Blog Post

Dylan at 80

Gary Browning and Constantine Sandis • Oct 25, 2021

It used to go like that, and now it goes like this


Bob Dylan did not die young. That still seems a surprise.

Dylan himself has reflected a number of times about his cheating of death, toying with concepts of transfiguration and rebirth. From early on, biographers have recorded Dylan’s thoughts on his own death, speculating what it might mean for him to grow old. At the close of his landmark 1986 biography, No Direction Home – The Life and Music of Bob Dylan, Robert Shelton wondered what Dylan’s future career might be like. Would his creativity come to an abrupt end like that of Rimbaud, or would it flourish in late age, like that of Yeats?

If once an open question, the answer has been clear since 1997’s Time Out of Mind. Dylan at 80, reflects on the evolving creativity across various stages of Dylan’s life and career, from a youthful Guthrie jukebox to elderly statesman with the blood of the land in his voice. On his latest album, Rough and Rowdy Ways, the Blakean song ‘I Contain Multitudes’ serves as a piece of retrospective self-reflection upon Dylan’s own many-sidedness, in turn refracted into the many songs on the album. Heartfelt love songs, rowdy blues, mournful reflections on the political past and present, and ruminations on the end of things represent and deepen Dylan’s repertoire ever since Another Side of Bob Dylan.

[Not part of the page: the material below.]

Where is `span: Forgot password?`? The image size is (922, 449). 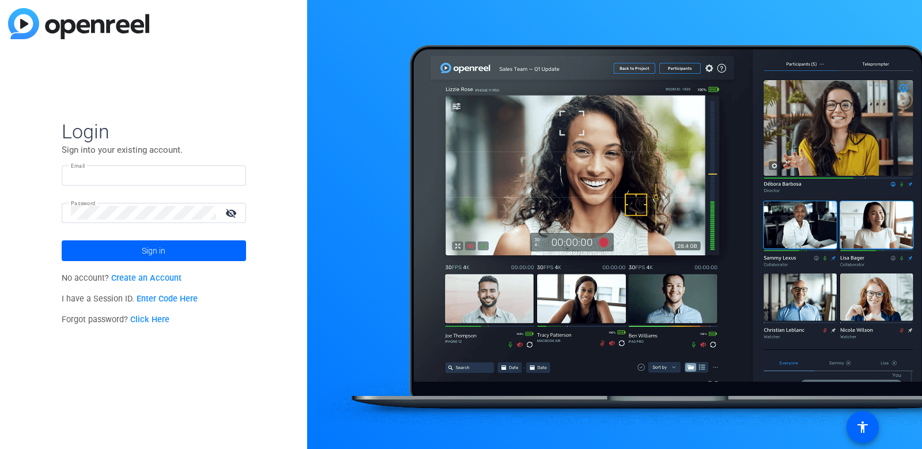
span: Forgot password? is located at coordinates (116, 319).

2021 marks Bob Dylan’s 80th birthday and his 60th year in the music world. It invites us to look back on his career and the multitudes that it contains. Is he a song and dance man? A political hero? A protest singer? A self-portrait artist who has yet to paint his masterpiece? Is he Shakespeare in the alley? The greatest living exponent of American music? An ironsmith? Internet radio DJ? Poet (who knows it)? Is he a spiritual and religious parking meter? Judas? The voice of a generation or a false prophet, jokerman, and thief? Dylan is all these and none. We can now consider what it means for Dylan to be entering his seventh decade as a recording artist. If this book is about anything, it is about reflecting on Dylan at 80. How is he? How is his art? Does he still embody the themes and styles of his younger self, or has he developed a late style that won’t look back? The essays in this book explore the Nobel laureate’s masks, collectively reflecting upon their meaning through time, change, movement, and age.